FRI / June 1812:15 p.m. – 01:45 p.m.CONCEPTS OF WATER

Sara Luchetta (Venice)

Fluid Wor(l)ds

A Geo-Literary Approach to Water

Drawing from the need to deal with multiple water ontologies (Yates et al., 2017), and with the urgency to understand water by intertwining disciplinary methodologies and perspectives, this paper proposes a geo- literary approach to water. In the frame of a growing geographical interest towards waterscapes, fluid spaces and wet ontologies (including both freshwaters and oceans), literary geography can animate water research by questioning literature as one of the places of human-water relationship. The geographies in the text (the spaces and places told), as well as the geographies of the text (in terms of composition and montage, see Brosseau, 1995), can guide us to approach water in manifold ways.

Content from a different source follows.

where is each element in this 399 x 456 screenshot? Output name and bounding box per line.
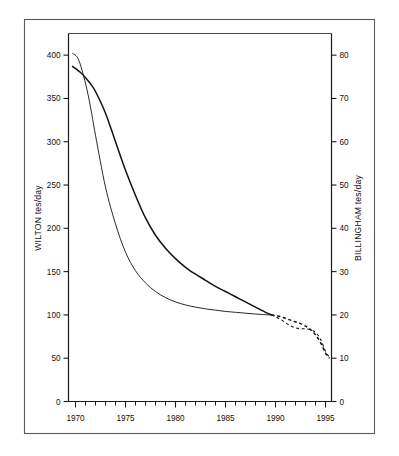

After introducing literary geography in relation to water geocultural studies and ecocriticism, this intervention aims to explore three contemporary literary accounts telling mountainous spaces, where water plays a crucial role. The three literary accounts, and their formal strategies, are called to guide the reading of three different water ontologies: water as character, with the novel Canto jo i la muntanya balla (I sing and the mountain dances) by Irene Solà (2019); water as absence, with the novel Der letzte Schnee (The last snow) by Arno Camenisch (2018); water as place, with the novel Paesi alti (High villages) by Antonio Bortoluzzi (2015).